Even when dealing with the most solid of objects, UNE archaeologist Dr Alina Kozlovski loves the way history can throw up curly questions.

Alina has been all over the world in pursuit of the past – she’s excavated in Tuscany, Sicily and Cyprus, and lived and worked in Italy, the UK and the US. She’s worked with fragile papyri preserved at Herculaneum – a city swallowed up alongside Pompeii in the famous Mt Vesuvius eruption – and with nuclear scientists to learn about ancient Chinese ceramics. She’s curated displays at museums around the world, even remotely. Recently arrived in Armidale from Sydney, she has a soft spot for the Powerhouse Museum and its eclectic collection.

But for Alina, it’s the challenge of telling stories about the past that keeps her interested. It’s why she particularly loves Greco-Roman history.

“Greek and Roman culture has been studied throughout history all over the world – from medieval Europe to colonised America – so it has a complicated, layered story. That world of responses in between then and now affects the way we understand that context,” she says.

That layered story gets even more complicated – and the questions even curlier – when looking at digitised objects, which will be one of Alina’s focuses as a Lecturer in Digital Innovation (Ancient History and Archaeology) at UNE.

Models throw new light on historical objects. 

“Models of objects create different notions of authenticity. The reproducibility of models, whether digital or not, for example, means people react differently than they would when viewing an ‘original’ object. They throw up questions like, can I trust a reconstructed model? What can a model contribute when I can see the original object? What extra questions can it make us ask about the original?

“There are still human choices to be made when digitising an object too – digitising doesn’t make a perfect copy. We could ask what’s the point of making them then, or we turn that facet of models into something productive for thinking about how we study the past.”

Alina says a digitised model could also impact an object’s perceived purpose and value. 

I hope to work with the collections here and help facilitate their use in teaching. I’d love to look at finding interdisciplinary links and exciting ways of using different collections together. I think, coming from museum roles, that’s an area to which I can contribute. 

“Objects in a museum usually have specific rules for how you can engage with them, whether because of particular cultural associations or because of their physical fragility. But digitised objects can sometimes be a free for all – should they have rules for how they are treated and ‘handled’, too?

“There’s also tension in the way digital things are portrayed as something that lasts forever, but often they get created and disappear, such as on a defunct website. So we have to ask, what will actually last? Can you have an archaeology of digitised artefacts and their ‘sites’ as you would with material ones?”

Bringing these philosophical and ethical questions to the fore is one of the things Alina’s looking forward to in her role at UNE when she steps into the classroom next trimester, teaching Roman History. That, and getting involved in UNE’s many artefact collections.

“I hope to work with the collections here and help facilitate their use in teaching. I’d love to look at finding interdisciplinary links and exciting ways of using different collections together. I think, coming from museum roles, that’s an area to which I can contribute.” 

Dr Alina Kozlovski comes to UNE from the Santa Barbara Museum of Art, with a PhD from the University of Cambridge on Roman approaches to the material past. She has held postdoctoral research fellowships at the British School in Rome and the Museum of Applied Arts and Sciences (Sydney) and is an award-winning teacher and a recognised expert in material culture methodologies. She has considerable experience in the application of digital formats and technologies, including collaborative work with UNSW’s Expanded Perception & Interaction Centre.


# [WHAT IS EXPECTED]
Write out the entries below exactly, but only from the line containing "Image is 328x645 pixels." through the line containing "Image is 868x504 pixels.", and without the pictures.

Stored records
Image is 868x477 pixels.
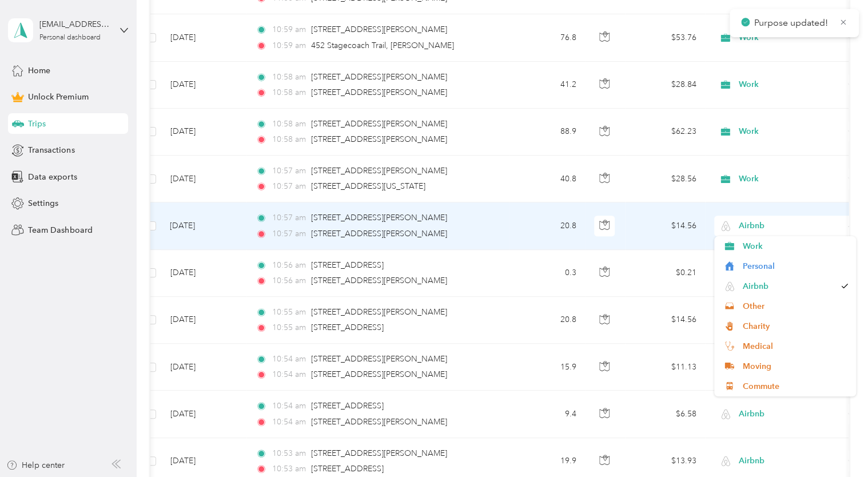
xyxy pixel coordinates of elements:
span: Work [738,78,843,91]
span: Airbnb [742,280,835,292]
span: 10:57 am [272,228,306,240]
span: [STREET_ADDRESS][PERSON_NAME] [311,354,447,364]
td: 15.9 [509,344,585,391]
div: [EMAIL_ADDRESS][DOMAIN_NAME] [39,18,111,31]
span: [STREET_ADDRESS][PERSON_NAME] [311,307,447,317]
td: 20.8 [509,297,585,344]
span: Personal [742,260,848,272]
td: [DATE] [161,202,247,249]
span: Work [738,31,843,44]
span: 10:59 am [272,24,306,36]
span: [STREET_ADDRESS][PERSON_NAME] [311,135,447,144]
p: Purpose updated! [753,16,830,31]
span: 10:56 am [272,259,306,272]
span: 10:57 am [272,180,306,193]
span: [STREET_ADDRESS][PERSON_NAME] [311,417,447,427]
button: Help center [6,459,65,472]
span: [STREET_ADDRESS][PERSON_NAME] [311,119,447,128]
td: $14.56 [625,297,705,344]
span: 10:59 am [272,39,306,52]
span: 10:54 am [272,400,306,412]
td: [DATE] [161,344,247,391]
td: [DATE] [161,250,247,297]
td: [DATE] [161,297,247,344]
span: 10:53 am [272,463,306,475]
span: Team Dashboard [28,224,92,236]
span: Work [738,173,843,186]
span: [STREET_ADDRESS] [311,464,384,474]
span: 10:58 am [272,133,306,146]
span: Trips [28,118,46,130]
span: 10:54 am [272,368,306,381]
td: 41.2 [509,62,585,109]
td: [DATE] [161,109,247,156]
td: [DATE] [161,14,247,61]
span: Other [742,300,848,313]
td: $28.84 [625,62,705,109]
td: $53.76 [625,14,705,61]
td: [DATE] [161,391,247,438]
span: [STREET_ADDRESS] [311,323,384,332]
span: [STREET_ADDRESS] [311,260,384,270]
span: [STREET_ADDRESS][PERSON_NAME] [311,24,447,34]
td: 40.8 [509,156,585,202]
span: 10:53 am [272,447,306,460]
span: 10:58 am [272,71,306,84]
img: Legacy Icon [Airbnb] [721,221,731,230]
td: $14.56 [625,202,705,249]
span: [STREET_ADDRESS][PERSON_NAME] [311,88,447,97]
span: 10:56 am [272,275,306,287]
span: Work [738,125,843,138]
img: Legacy Icon [Airbnb] [721,456,731,465]
td: $62.23 [625,109,705,156]
span: [STREET_ADDRESS][PERSON_NAME] [311,213,447,222]
img: Legacy Icon [Airbnb] [725,281,735,291]
td: $11.13 [625,344,705,391]
span: [STREET_ADDRESS][PERSON_NAME] [311,370,447,379]
span: Transactions [28,144,74,156]
span: 10:57 am [272,211,306,224]
span: Work [742,240,848,252]
span: Medical [742,340,848,352]
span: [STREET_ADDRESS][PERSON_NAME] [311,72,447,82]
span: Airbnb [738,455,843,467]
td: 88.9 [509,109,585,156]
span: [STREET_ADDRESS][PERSON_NAME] [311,276,447,285]
span: 10:58 am [272,86,306,99]
td: [DATE] [161,62,247,109]
span: [STREET_ADDRESS] [311,401,384,410]
img: Legacy Icon [Airbnb] [721,409,731,419]
span: Settings [28,197,58,209]
td: 0.3 [509,250,585,297]
span: [STREET_ADDRESS][PERSON_NAME] [311,448,447,458]
span: [STREET_ADDRESS][PERSON_NAME] [311,166,447,175]
span: Commute [742,381,848,392]
span: Charity [742,320,848,332]
td: 76.8 [509,14,585,61]
div: Personal dashboard [39,34,101,41]
td: [DATE] [161,156,247,202]
td: 20.8 [509,202,585,249]
td: $6.58 [625,391,705,438]
span: 10:58 am [272,118,306,130]
span: [STREET_ADDRESS][PERSON_NAME] [311,229,447,238]
span: 10:54 am [272,416,306,428]
td: $0.21 [625,250,705,297]
span: Data exports [28,171,77,183]
span: Airbnb [738,408,843,421]
span: Moving [742,360,848,372]
span: Home [28,65,50,77]
span: 10:55 am [272,321,306,334]
span: [STREET_ADDRESS][US_STATE] [311,181,425,191]
span: Airbnb [738,219,843,232]
span: Unlock Premium [28,91,88,103]
td: $28.56 [625,156,705,202]
iframe: Everlance-gr Chat Button Frame [803,413,868,477]
td: 9.4 [509,391,585,438]
span: 10:55 am [272,306,306,319]
span: 452 Stagecoach Trail, [PERSON_NAME] [311,41,454,50]
span: 10:57 am [272,164,306,177]
span: 10:54 am [272,353,306,366]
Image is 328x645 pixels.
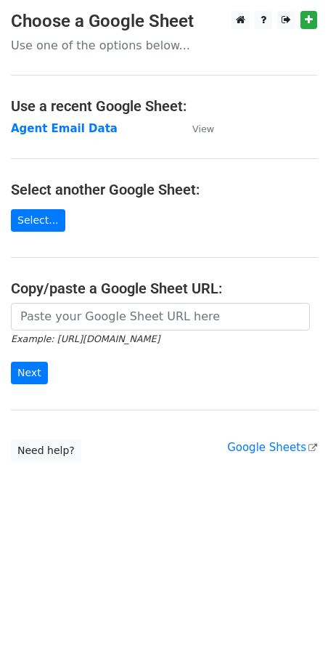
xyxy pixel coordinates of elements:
small: Example: [URL][DOMAIN_NAME] [11,334,160,344]
a: View [178,122,214,135]
small: View [193,124,214,134]
h4: Copy/paste a Google Sheet URL: [11,280,318,297]
a: Need help? [11,440,81,462]
a: Agent Email Data [11,122,118,135]
input: Next [11,362,48,384]
a: Select... [11,209,65,232]
a: Google Sheets [227,441,318,454]
h4: Select another Google Sheet: [11,181,318,198]
h3: Choose a Google Sheet [11,11,318,32]
input: Paste your Google Sheet URL here [11,303,310,331]
h4: Use a recent Google Sheet: [11,97,318,115]
p: Use one of the options below... [11,38,318,53]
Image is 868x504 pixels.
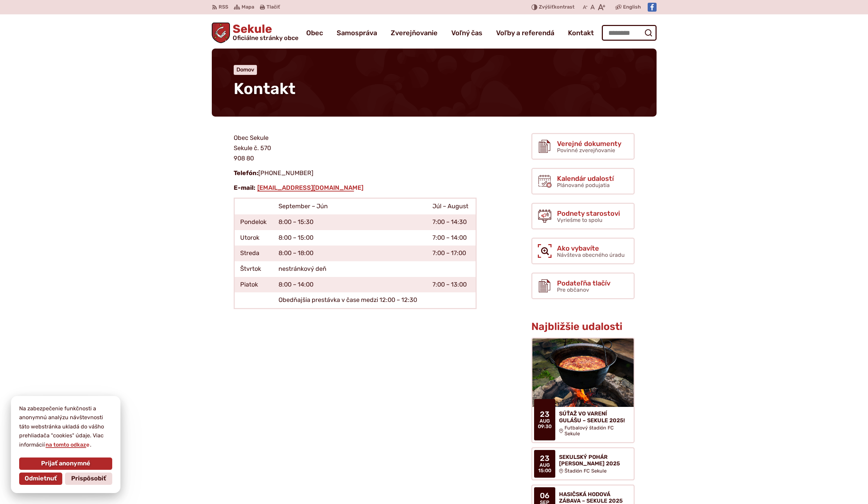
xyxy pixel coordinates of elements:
[538,410,552,418] span: 23
[273,230,427,245] td: 8:00 – 15:00
[427,277,476,293] td: 7:00 – 13:00
[559,410,628,423] h4: SÚŤAŽ VO VARENÍ GULÁŠU – SEKULE 2025!
[19,404,112,449] p: Na zabezpečenie funkčnosti a anonymnú analýzu návštevnosti táto webstránka ukladá do vášho prehli...
[230,23,298,41] span: Sekule
[65,472,112,484] button: Prispôsobiť
[212,23,230,43] img: Prejsť na domovskú stránku
[234,214,273,230] td: Pondelok
[233,79,296,98] span: Kontakt
[234,230,273,245] td: Utorok
[568,23,594,43] a: Kontakt
[648,2,657,11] img: Prejsť na Facebook stránku
[531,133,635,160] a: Verejné dokumenty Povinné zverejňovanie
[234,277,273,293] td: Piatok
[273,198,427,214] td: September – Jún
[531,337,635,443] a: SÚŤAŽ VO VARENÍ GULÁŠU – SEKULE 2025! Futbalový štadión FC Sekule 23 aug 09:30
[623,3,641,11] span: English
[539,4,554,10] span: Zvýšiť
[273,277,427,293] td: 8:00 – 14:00
[391,23,437,43] a: Zverejňovanie
[306,23,323,43] a: Obec
[219,3,228,11] span: RSS
[233,169,477,178] p: [PHONE_NUMBER]
[273,261,427,277] td: nestránkový deň
[256,184,364,191] a: [EMAIL_ADDRESS][DOMAIN_NAME]
[531,272,635,299] a: Podateľňa tlačív Pre občanov
[337,23,377,43] a: Samospráva
[427,214,476,230] td: 7:00 – 14:30
[557,175,614,182] span: Kalendár udalostí
[557,217,603,223] span: Vyriešme to spolu
[25,475,57,483] span: Odmietnuť
[45,441,90,448] a: na tomto odkaze
[531,168,635,195] a: Kalendár udalostí Plánované podujatia
[266,4,280,11] span: Tlačiť
[19,457,112,470] button: Prijať anonymné
[451,23,482,43] a: Voľný čas
[212,23,299,43] a: Logo Sekule, prejsť na domovskú stránku.
[233,169,258,177] strong: Telefón:
[538,418,552,424] span: aug
[557,252,625,258] span: Návšteva obecného úradu
[41,460,90,467] span: Prijať anonymné
[237,66,254,73] a: Domov
[557,245,625,252] span: Ako vybavíte
[273,214,427,230] td: 8:00 – 15:30
[538,424,552,430] span: 09:30
[496,23,554,43] a: Voľby a referendá
[233,133,477,164] p: Obec Sekule Sekule č. 570 908 80
[557,147,615,154] span: Povinné zverejňovanie
[234,245,273,261] td: Streda
[531,321,635,332] h3: Najbližšie udalosti
[531,447,635,480] a: SEKULSKÝ POHÁR [PERSON_NAME] 2025 Štadión FC Sekule 23 aug 15:00
[557,279,610,287] span: Podateľňa tlačív
[234,261,273,277] td: Štvrtok
[557,209,620,217] span: Podnety starostovi
[557,140,622,147] span: Verejné dokumenty
[622,3,642,11] a: English
[427,198,476,214] td: Júl – August
[557,182,610,188] span: Plánované podujatia
[531,237,635,264] a: Ako vybavíte Návšteva obecného úradu
[19,472,62,484] button: Odmietnuť
[564,425,628,437] span: Futbalový štadión FC Sekule
[539,4,575,11] span: kontrast
[233,35,298,41] span: Oficiálne stránky obce
[427,230,476,245] td: 7:00 – 14:00
[557,286,589,293] span: Pre občanov
[273,292,427,308] td: Obedňajšia prestávka v čase medzi 12:00 – 12:30
[531,203,635,229] a: Podnety starostovi Vyriešme to spolu
[427,245,476,261] td: 7:00 – 17:00
[273,245,427,261] td: 8:00 – 18:00
[71,475,106,483] span: Prispôsobiť
[242,3,254,11] span: Mapa
[233,184,255,191] strong: E-mail:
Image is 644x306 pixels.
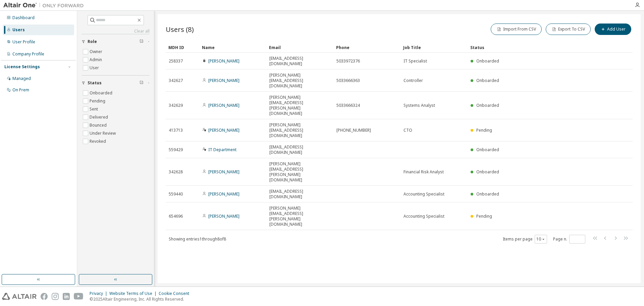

# [RESULT FOR THIS EXERCISE]
Image is 328x645 pixels.
xyxy pixel coordinates of elements:
small: Example: [URL][DOMAIN_NAME] [11,334,160,344]
a: View [178,122,214,135]
small: View [193,124,214,134]
h4: Copy/paste a Google Sheet URL: [11,280,318,297]
a: Need help? [11,440,81,462]
a: Agent Email Data [11,122,118,135]
input: Next [11,362,48,384]
a: Select... [11,209,65,232]
a: Google Sheets [227,441,318,454]
h4: Select another Google Sheet: [11,181,318,198]
h3: Choose a Google Sheet [11,11,318,32]
input: Paste your Google Sheet URL here [11,303,310,331]
h4: Use a recent Google Sheet: [11,97,318,115]
p: Use one of the options below... [11,38,318,53]
Image is 868x504 pixels.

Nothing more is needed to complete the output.